Nursing and Sleep Deprivation
Date: May 21, 2017
“Oh! I am so tired that I dream, and I want to sleep even when I close my eyes!” This would be a very typical state of our LVN nursing students while attending the LVN program. And it is true for most typical nursing students. They hardly have enough time to sleep and restore between a morning job, a night-time LVN class, and home with family and kids, with preparations for exams and homework assignments.
But what happens during those hours of sleep? And why do we need sleep? If we are supposed to spend eight hours a day asleep, nearly one-third of one’s life is spent in bed! Some people say they have adjusted to only five hours of sleep a day or even less. But did their bodies truly change?
Scientific research shows that only 3% of the population can survive and work efficiently with only 6 hours of sleep, but not less. An average human is supposed to sleep eight hours. So, why is sleep so important? Many scientific experiments have been done studying sleep, its quality, and the body’s response to lack of sleep.
The most apparent result of sleep deprivation, according to research, is a vast detrimental effect on one’s cognitive function. Clearly, after being prevented from sleeping for more than 24 hours, the subjects of the experiments showed a significant slowing in their information processing abilities.
Their responses to questions were delayed, their vision clarity deteriorated, and their speech was much slower. In many cases, they experienced somewhat similar aphasia, a phenomenon when you cannot say what you want to say or cannot come up with the right words to express thought.
The effects of sleep deprivation were especially noticeable in memory formation and learning. A student, such as our LVN student and LVN certification, was given some facts to memorize and then asked to regurgitate the information.
When the percent of information retrieved in well-rested students versus in the sleep-deprived students were compared, the results were astonishing: the sleep-deprived student could remember fewer facts and much fewer details. Something happens when we sleep, which allows the brain to restore the recently formed neuronal connections and make those connections stronger and more long-lasting.
We discover many essential functions of sleep toward restoration and regeneration of the body, but one of the most exciting findings is sleep’s effects on the aging process. We know that laboratory rats prevented from sleeping aged much faster and a poor diet of natural causes much sooner than their control counterparts.
In humans, we can see that sleep deprivation raises the most dangerous, age-promoting hormone, cortisol. This hormone, produced in the adrenal cortex, promotes oxidative damage in all the brain tissues, inducing inflammatory processes that promote chronic diseases and aging. Moreover, this hormone has been linked to brain function’s age-related deterioration, such as the one seen in Alzheimer’s dementia patients. And interestingly, as we age, the portion of the night we spend in deep restorative sleep becomes smaller and smaller. Perhaps, this also contributes to age-related chronic diseases and deterioration of organ systems?
We now know that many on-the-job human errors happen due to sleep deprivation. Occasionally, these errors can be pretty devastating, such as in the Chernobyl incident. Or a sleep-deprived doctor giving the wrong order or a wrong prescription is simply dangerous to patients.
We cannot allow such errors to happen in medicine or patient care. We educate our nursing students while attending an LVN college about the importance of quality sleep in maximizing human potential and minimizing mistakes.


Your task —
Read the records below and report each line in which "scale" occurs.

═══ The data ═══

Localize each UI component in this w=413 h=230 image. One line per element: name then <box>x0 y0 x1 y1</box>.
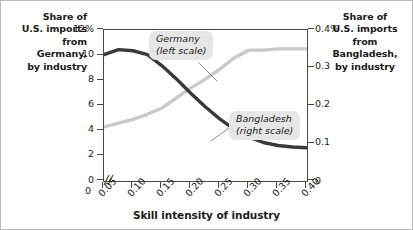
y-left-tick-6 <box>97 28 103 29</box>
y-left-tick-label-5: 10 <box>54 48 94 59</box>
y-right-tick-label-4: 0.4% <box>315 23 355 34</box>
y-left-tick-1 <box>97 154 103 155</box>
y-right-tick-label-2: 0.2 <box>315 98 355 109</box>
y-right-tick-label-0: 0 <box>315 175 355 186</box>
bangladesh-leader-line <box>211 128 229 141</box>
germany-series-callout: Germany (left scale) <box>149 31 213 60</box>
y-left-tick-4 <box>97 79 103 80</box>
y-left-tick-label-6: 12% <box>54 23 94 34</box>
y-right-tick-label-3: 0.3 <box>315 60 355 71</box>
bangladesh-series-callout: Bangladesh (right scale) <box>229 111 300 140</box>
germany-callout-line-2: (left scale) <box>156 45 206 57</box>
y-left-tick-label-3: 6 <box>54 98 94 109</box>
germany-callout-line-1: Germany <box>156 33 200 44</box>
y-left-tick-label-0: 0 <box>54 174 94 185</box>
y-right-tick-label-1: 0.1 <box>315 136 355 147</box>
bangladesh-callout-line-2: (right scale) <box>236 125 293 137</box>
x-tick-label-0: 0 <box>85 185 91 196</box>
y-right-tick-1 <box>308 142 314 143</box>
y-left-tick-0 <box>97 179 103 180</box>
germany-leader-line <box>199 63 217 81</box>
x-axis-title: Skill intensity of industry <box>1 209 412 221</box>
y-left-tick-label-1: 2 <box>54 148 94 159</box>
y-left-tick-3 <box>97 104 103 105</box>
chart-figure: Share of U.S. imports from Germany, by i… <box>0 0 413 230</box>
bangladesh-callout-line-1: Bangladesh <box>236 113 292 124</box>
y-right-tick-3 <box>308 66 314 67</box>
y-right-tick-4 <box>308 28 314 29</box>
y-left-tick-label-4: 8 <box>54 73 94 84</box>
y-left-tick-5 <box>97 54 103 55</box>
y-left-tick-label-2: 4 <box>54 123 94 134</box>
y-left-tick-2 <box>97 129 103 130</box>
y-right-tick-2 <box>308 104 314 105</box>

═══

Answer section —
germany-series-callout: Germany (left scale) <box>149 31 213 60</box>
bangladesh-series-callout: Bangladesh (right scale) <box>229 111 300 140</box>
germany-callout-line-2: (left scale) <box>156 45 206 57</box>
bangladesh-callout-line-2: (right scale) <box>236 125 293 137</box>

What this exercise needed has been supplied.